Hear Pink Floyd Play ‘Animals’ and ‘Wish You Were Here’ at Epic 1977 Concert
According to Roger Waters, Pink Floyd’s long-awaited Animals box set is finally coming out in the not-too-distant-future. The last sticking point seemed to center around, of all things, liner notes. Roger Waters wanted to include an essay by British journalist Mark Blake, while David Gilmour wanted the set to come out without notes. In the end, Waters just posted Blake’s work on his website, clearing the way for the box set.
Details about the set haven’t yet been released, but it will include new stereo and 5.1 mixes. The 2011 Dark Side of the Moon Immersion Box Set consisted of six discs and included demos, live footage, and concert recordings from that period. The producers might have a more difficult time assembling concert recordings for this Animals one since the band didn’t officially record or film anything on that tour.
“The problem was we just hit a period where everyone was paranoid about bootleggers and we didn’t tape shows,” Pink Floyd drummer Nick Mason told Rolling Stone in 2018. “It’s great we did the Pink Floyd at Pompeii thing, but I’m sorry we never filmed and recorded a Dark Side, Animals, or Wish You Were Here show, really … [From the Animals period], there’s certainly nothing really good, just sort of monitor mixes and so on. We really should have done the whole thing, filmed and recorded it properly.”
This is particularly tragic since Floyd’s 1977 In the Flesh tour was perhaps the greatest stadium show of the Seventies, if not all time. It began with an airplane flying above the heads of the audience and featured complete performances of Animals and Wish You Were Here. There are bootlegs of many of the shows, but most of them sound horrid due to the limitations of amateur recording gear at the time.
The best one is from the group’s May 9th, 1977, show in Oakland, California, which you can hear right here. In addition to the complete performances of Animals and Wish You Were Here, it includes encores of “Money,” “Us and Them,” and “Careful With that Axe, Eugene.” The band hadn’t played the latter song since 1974, and they never did it again.
The sound quality isn’t flawless, but it’s definitely good enough to include on the Animals box set, especially if Floyd’s engineers can somehow get their hands on the master tape. Let’s hope they find a way to do that. This recording is historic, and it deserves to be heard far and wide.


- Exercise requirements
Please filter the data down to the lines that include the word "Comparison" and copy them.

- Provided records
____
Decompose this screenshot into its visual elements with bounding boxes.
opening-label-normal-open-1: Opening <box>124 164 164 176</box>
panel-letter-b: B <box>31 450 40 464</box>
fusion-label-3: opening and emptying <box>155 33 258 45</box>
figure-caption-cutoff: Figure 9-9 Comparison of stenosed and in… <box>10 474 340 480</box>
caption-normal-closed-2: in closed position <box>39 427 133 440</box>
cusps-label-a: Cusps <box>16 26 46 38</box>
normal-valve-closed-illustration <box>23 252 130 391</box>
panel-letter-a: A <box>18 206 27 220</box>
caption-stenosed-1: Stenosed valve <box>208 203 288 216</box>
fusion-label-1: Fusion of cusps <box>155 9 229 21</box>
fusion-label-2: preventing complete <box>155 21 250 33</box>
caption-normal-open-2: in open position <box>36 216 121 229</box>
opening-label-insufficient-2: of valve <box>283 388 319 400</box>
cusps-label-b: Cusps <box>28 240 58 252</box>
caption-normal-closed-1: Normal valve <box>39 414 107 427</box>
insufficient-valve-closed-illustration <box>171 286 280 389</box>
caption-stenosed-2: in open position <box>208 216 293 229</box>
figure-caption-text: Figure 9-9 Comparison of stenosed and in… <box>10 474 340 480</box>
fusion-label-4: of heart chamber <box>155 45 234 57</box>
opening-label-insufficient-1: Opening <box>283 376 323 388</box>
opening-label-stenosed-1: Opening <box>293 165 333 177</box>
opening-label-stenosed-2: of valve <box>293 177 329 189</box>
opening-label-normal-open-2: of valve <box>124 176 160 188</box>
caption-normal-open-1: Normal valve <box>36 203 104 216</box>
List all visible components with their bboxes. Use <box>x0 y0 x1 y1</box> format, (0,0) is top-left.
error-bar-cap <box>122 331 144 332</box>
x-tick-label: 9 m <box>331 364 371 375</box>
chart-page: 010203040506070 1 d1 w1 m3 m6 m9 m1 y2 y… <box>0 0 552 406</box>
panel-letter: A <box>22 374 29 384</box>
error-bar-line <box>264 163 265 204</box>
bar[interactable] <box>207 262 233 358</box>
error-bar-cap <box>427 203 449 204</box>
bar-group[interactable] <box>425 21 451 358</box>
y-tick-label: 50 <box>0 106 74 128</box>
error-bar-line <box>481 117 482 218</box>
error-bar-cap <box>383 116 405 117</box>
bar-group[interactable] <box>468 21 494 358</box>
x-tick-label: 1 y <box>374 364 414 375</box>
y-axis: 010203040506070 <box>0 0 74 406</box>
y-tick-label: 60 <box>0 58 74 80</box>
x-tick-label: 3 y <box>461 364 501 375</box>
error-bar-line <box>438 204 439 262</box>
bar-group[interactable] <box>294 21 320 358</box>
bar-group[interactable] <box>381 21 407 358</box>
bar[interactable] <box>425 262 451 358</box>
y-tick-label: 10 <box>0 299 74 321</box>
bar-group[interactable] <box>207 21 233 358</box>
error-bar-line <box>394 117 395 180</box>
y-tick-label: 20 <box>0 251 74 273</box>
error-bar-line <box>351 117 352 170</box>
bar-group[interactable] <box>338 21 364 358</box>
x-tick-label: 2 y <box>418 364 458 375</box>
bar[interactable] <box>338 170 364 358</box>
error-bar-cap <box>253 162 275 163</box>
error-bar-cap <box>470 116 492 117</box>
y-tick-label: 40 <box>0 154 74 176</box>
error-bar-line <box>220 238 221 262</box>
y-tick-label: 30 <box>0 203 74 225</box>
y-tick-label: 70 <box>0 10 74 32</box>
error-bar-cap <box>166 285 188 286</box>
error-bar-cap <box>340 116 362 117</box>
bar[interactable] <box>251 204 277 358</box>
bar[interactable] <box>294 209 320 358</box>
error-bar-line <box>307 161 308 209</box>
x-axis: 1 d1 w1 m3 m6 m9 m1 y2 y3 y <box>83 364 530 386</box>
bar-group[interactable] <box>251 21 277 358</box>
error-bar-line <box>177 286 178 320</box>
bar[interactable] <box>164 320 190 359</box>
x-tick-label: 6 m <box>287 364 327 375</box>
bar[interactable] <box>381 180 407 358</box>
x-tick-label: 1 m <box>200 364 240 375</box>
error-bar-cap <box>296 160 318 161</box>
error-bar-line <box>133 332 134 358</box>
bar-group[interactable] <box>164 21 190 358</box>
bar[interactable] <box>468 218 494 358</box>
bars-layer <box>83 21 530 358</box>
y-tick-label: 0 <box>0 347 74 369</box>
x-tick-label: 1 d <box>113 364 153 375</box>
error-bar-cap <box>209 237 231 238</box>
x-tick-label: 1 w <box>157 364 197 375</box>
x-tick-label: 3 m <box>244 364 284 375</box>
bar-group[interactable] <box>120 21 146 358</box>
____
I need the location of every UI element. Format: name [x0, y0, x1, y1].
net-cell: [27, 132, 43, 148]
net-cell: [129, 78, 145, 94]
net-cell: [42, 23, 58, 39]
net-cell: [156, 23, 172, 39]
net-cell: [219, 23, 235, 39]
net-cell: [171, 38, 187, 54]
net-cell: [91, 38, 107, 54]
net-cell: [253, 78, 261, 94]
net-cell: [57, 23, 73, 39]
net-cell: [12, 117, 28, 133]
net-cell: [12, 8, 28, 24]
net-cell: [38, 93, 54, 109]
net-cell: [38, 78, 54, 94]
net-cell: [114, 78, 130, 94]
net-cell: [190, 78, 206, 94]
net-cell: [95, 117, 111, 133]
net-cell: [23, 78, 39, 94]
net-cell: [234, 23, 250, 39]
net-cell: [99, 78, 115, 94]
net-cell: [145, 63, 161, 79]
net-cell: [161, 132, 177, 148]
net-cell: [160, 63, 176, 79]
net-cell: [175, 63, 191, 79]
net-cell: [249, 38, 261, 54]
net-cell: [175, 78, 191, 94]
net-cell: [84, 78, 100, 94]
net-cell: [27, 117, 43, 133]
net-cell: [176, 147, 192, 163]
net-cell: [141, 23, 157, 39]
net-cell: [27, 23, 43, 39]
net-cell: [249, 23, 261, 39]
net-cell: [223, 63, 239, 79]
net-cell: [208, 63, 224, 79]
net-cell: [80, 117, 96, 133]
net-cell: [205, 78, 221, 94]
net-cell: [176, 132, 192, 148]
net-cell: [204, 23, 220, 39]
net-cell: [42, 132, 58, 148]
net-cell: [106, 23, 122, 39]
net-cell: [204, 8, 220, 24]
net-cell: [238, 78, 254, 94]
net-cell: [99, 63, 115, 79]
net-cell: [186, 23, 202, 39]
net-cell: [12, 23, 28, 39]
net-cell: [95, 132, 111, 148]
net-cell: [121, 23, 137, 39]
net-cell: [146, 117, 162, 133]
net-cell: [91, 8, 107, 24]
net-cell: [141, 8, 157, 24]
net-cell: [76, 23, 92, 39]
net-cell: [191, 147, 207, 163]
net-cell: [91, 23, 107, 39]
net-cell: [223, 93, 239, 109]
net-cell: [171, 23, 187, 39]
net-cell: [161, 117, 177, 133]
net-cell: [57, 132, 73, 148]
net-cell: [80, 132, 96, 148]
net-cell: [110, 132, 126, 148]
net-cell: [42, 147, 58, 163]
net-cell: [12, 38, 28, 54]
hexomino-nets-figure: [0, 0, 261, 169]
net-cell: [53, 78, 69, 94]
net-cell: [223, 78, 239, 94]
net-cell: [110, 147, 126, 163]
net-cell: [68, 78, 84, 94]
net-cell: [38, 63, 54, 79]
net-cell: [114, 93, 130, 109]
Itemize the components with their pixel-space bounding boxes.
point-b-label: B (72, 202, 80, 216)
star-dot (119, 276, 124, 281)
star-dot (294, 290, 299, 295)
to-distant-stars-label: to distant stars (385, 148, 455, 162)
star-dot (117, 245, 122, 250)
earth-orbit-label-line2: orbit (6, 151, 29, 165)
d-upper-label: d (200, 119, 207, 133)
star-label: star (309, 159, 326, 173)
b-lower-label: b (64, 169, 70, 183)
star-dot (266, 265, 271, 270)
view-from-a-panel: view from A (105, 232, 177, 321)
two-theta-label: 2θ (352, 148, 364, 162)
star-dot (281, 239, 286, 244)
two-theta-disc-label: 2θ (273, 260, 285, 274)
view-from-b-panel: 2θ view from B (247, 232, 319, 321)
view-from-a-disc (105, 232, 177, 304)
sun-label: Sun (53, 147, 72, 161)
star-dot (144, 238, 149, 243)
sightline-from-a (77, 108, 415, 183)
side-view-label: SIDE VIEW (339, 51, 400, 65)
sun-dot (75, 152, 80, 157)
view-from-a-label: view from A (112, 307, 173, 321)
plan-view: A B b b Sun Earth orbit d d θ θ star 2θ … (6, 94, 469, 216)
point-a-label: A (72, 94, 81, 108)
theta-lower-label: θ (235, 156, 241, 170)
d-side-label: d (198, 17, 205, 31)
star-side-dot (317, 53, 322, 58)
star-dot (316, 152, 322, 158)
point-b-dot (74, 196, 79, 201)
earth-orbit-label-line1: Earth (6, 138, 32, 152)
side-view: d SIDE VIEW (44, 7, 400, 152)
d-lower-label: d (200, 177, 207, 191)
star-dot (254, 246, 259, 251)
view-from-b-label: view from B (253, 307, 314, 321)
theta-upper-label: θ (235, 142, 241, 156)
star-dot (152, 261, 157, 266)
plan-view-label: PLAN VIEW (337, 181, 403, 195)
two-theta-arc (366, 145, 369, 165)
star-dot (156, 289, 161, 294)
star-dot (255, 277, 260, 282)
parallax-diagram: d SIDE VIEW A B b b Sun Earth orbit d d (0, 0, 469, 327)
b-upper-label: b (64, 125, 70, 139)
____
- Written solution
figure-caption-cutoff: Figure 9-9 Comparison of stenosed and in… <box>10 474 340 480</box>
figure-caption-text: Figure 9-9 Comparison of stenosed and in… <box>10 474 340 480</box>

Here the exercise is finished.